At 12:52 PM 1/2/06 -0500, Bob Murcek wrote:
Would it be good to also incorporate both "last-resort" and running fuses into the layering? For instance use fast but very high current fuses for the A's, and slow-blowing but closer to expected current fuses for the C's? I guess this is sorta what they do in cars with the blades and circuit breakers for running but a fusible link for disasters.

I think it would be better just to size the fuse correctly to begin with. If the fuse is sized low enough then the high current case takes care of itself. It probably won't hurt to add another layer but it may not make any difference either. A fast blow fuse still has the same shape of curve as its slower blow cousin so it could end up being protected by the lower value fuse or vice versa. I suspect that if you draw out the time curves you will find little to no overlap. I.E. all the protection will come from one fuse.

Hmm, let me do a quick calc and see how fast these fuses will blow under overload conditions.

Assumptions 36V nominal battery voltage, 10-100 mOhm resistance including connector and internal resistance. That gives a fault current of between 3600A and 360A. I think you would have to work quite hard to get below 10 mOhm. I normally budget about 1mOhm for a bolted connection. You can get better but I'm not sure you can do it consistently w/o risking physical damage to the parts.

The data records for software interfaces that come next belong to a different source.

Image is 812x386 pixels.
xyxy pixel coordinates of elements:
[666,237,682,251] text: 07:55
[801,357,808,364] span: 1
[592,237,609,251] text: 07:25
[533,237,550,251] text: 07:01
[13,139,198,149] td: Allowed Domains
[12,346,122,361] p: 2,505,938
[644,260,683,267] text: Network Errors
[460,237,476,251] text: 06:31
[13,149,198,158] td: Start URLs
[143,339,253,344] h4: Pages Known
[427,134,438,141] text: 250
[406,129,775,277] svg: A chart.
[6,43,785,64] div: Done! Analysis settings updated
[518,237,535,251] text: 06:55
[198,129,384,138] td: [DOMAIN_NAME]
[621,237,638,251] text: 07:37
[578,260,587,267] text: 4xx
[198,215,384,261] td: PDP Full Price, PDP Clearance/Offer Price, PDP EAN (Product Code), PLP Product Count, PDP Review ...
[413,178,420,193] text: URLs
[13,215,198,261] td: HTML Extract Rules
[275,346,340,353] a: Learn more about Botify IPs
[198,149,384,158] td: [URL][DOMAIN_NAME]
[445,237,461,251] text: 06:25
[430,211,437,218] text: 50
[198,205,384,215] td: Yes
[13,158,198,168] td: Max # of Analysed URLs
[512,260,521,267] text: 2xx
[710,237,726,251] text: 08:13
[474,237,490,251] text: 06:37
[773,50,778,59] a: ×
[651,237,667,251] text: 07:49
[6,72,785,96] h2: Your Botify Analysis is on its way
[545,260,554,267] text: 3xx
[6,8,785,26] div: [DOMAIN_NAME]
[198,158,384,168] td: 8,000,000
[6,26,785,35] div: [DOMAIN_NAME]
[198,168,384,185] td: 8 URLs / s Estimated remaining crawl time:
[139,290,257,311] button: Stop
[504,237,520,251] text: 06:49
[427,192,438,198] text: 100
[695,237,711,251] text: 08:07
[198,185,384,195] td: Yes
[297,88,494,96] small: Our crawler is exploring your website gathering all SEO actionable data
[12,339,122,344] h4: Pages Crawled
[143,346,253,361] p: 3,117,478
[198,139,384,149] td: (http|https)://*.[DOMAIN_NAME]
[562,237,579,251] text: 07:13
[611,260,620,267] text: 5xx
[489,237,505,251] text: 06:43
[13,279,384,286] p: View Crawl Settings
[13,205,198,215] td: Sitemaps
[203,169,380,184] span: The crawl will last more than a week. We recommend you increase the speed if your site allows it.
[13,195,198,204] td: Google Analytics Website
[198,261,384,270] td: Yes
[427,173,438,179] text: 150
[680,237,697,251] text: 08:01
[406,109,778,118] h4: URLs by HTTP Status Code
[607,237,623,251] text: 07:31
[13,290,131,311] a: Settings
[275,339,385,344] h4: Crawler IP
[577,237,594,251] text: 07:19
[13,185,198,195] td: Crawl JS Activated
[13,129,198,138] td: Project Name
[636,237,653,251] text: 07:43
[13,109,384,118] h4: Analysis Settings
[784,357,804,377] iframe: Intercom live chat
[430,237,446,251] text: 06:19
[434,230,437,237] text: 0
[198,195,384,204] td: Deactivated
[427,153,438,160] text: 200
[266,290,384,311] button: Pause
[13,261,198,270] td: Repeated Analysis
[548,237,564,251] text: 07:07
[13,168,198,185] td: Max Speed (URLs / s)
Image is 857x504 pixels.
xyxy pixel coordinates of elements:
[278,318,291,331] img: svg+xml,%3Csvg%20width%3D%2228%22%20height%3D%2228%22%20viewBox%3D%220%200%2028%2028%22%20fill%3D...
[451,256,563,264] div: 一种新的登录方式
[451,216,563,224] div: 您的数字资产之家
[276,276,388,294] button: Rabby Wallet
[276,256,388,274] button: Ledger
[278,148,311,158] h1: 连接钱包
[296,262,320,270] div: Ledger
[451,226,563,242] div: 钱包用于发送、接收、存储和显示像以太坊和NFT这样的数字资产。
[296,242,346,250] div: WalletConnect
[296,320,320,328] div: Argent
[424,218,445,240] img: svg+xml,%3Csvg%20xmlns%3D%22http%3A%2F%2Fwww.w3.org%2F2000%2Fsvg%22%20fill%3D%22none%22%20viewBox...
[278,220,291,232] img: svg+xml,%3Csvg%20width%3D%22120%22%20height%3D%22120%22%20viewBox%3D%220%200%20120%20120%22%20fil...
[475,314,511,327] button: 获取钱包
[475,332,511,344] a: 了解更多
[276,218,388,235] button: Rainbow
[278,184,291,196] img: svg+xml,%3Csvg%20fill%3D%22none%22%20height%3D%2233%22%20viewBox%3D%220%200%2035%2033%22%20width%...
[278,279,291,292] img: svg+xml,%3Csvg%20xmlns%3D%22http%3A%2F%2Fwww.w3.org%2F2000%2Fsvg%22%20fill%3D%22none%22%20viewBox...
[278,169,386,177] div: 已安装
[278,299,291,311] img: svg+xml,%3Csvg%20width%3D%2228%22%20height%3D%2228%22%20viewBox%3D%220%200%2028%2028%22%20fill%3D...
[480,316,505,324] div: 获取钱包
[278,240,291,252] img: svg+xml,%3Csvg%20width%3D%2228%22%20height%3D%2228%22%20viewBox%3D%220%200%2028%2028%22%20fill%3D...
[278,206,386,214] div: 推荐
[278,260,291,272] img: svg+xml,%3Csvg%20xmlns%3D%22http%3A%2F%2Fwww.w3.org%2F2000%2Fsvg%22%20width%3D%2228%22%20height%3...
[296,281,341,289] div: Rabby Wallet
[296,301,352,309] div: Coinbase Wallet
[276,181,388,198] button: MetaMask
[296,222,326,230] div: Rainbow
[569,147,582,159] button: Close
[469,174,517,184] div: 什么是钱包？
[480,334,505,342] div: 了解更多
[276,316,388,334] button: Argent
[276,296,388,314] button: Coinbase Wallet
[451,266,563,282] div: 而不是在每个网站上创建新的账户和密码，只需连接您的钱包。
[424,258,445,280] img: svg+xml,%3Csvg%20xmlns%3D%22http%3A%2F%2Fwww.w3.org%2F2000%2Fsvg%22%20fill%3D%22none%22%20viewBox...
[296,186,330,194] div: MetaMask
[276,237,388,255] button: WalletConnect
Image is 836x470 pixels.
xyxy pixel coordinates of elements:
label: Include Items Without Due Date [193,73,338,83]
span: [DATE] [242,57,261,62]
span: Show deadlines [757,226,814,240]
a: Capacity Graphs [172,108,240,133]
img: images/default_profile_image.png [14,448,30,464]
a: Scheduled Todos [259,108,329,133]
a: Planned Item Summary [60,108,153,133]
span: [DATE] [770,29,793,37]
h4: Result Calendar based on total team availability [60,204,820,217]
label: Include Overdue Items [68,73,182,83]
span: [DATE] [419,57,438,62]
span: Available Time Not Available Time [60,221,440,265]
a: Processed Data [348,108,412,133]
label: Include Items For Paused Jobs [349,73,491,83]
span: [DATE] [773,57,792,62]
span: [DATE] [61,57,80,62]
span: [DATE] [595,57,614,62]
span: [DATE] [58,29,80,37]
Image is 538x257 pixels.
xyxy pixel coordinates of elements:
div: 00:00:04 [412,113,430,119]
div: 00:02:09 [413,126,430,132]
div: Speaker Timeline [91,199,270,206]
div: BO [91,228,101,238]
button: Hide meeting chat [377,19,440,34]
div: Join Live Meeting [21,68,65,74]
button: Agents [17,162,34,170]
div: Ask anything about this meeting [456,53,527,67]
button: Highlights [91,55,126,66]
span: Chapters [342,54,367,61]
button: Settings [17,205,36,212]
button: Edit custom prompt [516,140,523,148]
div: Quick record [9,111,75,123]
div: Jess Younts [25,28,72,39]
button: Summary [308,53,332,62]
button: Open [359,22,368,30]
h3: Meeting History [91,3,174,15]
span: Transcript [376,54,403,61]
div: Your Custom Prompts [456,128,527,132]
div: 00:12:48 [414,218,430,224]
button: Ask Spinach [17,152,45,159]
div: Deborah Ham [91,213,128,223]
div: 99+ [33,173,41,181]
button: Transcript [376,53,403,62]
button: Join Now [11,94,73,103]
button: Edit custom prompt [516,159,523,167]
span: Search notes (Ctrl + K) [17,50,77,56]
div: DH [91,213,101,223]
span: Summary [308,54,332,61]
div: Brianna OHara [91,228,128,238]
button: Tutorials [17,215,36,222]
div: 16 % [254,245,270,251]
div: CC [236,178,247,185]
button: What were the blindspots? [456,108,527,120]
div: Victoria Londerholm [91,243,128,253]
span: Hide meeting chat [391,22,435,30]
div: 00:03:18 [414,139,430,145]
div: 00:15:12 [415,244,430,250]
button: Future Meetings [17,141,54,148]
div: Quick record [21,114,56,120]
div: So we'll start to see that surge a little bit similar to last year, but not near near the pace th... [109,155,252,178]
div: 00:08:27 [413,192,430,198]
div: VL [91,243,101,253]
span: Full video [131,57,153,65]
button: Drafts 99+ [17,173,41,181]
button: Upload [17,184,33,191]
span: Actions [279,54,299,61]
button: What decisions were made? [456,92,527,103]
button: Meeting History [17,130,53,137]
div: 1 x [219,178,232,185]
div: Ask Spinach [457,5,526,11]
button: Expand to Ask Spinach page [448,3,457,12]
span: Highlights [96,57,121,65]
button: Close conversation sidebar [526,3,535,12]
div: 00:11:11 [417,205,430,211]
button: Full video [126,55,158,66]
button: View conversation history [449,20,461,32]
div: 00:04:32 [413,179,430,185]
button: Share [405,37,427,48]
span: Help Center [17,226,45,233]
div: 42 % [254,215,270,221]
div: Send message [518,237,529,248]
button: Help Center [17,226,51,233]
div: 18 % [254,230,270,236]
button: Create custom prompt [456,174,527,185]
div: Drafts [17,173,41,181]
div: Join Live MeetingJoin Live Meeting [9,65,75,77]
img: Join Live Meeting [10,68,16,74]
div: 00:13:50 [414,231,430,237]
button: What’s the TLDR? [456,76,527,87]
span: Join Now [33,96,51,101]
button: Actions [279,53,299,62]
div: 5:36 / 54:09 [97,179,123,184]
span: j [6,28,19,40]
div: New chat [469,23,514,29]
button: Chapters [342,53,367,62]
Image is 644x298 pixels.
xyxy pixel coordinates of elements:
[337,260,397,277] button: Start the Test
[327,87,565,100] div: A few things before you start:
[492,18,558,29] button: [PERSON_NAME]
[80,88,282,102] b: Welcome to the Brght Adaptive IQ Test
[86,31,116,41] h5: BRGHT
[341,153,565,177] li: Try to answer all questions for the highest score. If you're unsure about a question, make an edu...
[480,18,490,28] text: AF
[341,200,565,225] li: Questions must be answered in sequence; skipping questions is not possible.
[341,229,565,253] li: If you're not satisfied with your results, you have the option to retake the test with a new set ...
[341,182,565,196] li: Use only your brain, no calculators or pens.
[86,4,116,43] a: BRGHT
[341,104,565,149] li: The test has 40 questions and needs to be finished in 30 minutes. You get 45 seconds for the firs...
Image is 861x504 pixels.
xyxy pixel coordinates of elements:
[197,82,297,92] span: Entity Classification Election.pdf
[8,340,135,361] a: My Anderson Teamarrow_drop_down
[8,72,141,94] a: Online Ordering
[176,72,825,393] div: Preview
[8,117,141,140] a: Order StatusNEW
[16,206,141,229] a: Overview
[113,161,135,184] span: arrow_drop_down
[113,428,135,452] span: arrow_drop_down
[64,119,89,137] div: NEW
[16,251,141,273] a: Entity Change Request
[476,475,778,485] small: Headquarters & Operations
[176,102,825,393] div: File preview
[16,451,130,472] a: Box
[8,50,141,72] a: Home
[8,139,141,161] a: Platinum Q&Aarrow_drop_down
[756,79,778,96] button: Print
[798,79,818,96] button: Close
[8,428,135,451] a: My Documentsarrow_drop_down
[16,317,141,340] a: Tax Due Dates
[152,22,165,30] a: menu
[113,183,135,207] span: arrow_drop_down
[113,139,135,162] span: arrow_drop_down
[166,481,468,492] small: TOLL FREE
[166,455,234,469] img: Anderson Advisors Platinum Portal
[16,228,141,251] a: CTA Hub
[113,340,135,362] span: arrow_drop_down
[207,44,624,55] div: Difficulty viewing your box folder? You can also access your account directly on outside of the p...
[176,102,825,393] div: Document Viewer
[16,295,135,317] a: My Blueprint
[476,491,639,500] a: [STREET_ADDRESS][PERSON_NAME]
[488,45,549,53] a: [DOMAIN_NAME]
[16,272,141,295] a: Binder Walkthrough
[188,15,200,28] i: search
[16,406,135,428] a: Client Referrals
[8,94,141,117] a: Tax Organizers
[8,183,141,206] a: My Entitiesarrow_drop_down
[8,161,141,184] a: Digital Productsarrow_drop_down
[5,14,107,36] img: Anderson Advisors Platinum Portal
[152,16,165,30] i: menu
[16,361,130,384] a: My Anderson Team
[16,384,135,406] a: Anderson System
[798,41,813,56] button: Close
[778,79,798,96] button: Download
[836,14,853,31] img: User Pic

A T105 has a 3mOhm Internal resistance. Add in another 6mOhms for battery interconnections and you end up with 24mOhm giving 1500A short. That's probably a high estimate. Especially since I've neglected the drop due to the fuse connections and the fuse itself. The flooded NiCds that started this probably have a much lower internal resistance so they may be able to get to the 10mOhm level (or even lower since they are paralled).

CNL/ANL fuse are only 32V rated so they are out.

CNN/ANN are 48V rated and from the wording used it appears they are referring to 48V battery in which case the actual rating is higher

Now a 100A fuse will take about 0.1 of sec to blow at 360A and blow almost instantly at 1500A or 3600A. However a 300A fuse will take minutes, perhaps hours to blow at 360A, ~50ms at 1500A and still take 20-30ms at 3600. The 5 second point for a 100A fuse is around 200A and for a 300A fuse it's around 700A.

700A at 36V would imply a 50mOhm short which is not that hard to envision. That's a long time to be dumping over 25kW into a short.

I don't think it should be necessary to make the fuse that large though, a 300A fuse implies you need on the order of 10kW of sustained power. I think if you need a 300A fuse in that situation you need to consider electronic protection, fuses aren't going to be sensitive enough.

BTW the other fuses I looked at (certainly not an exhaustive search) had longer fusing times.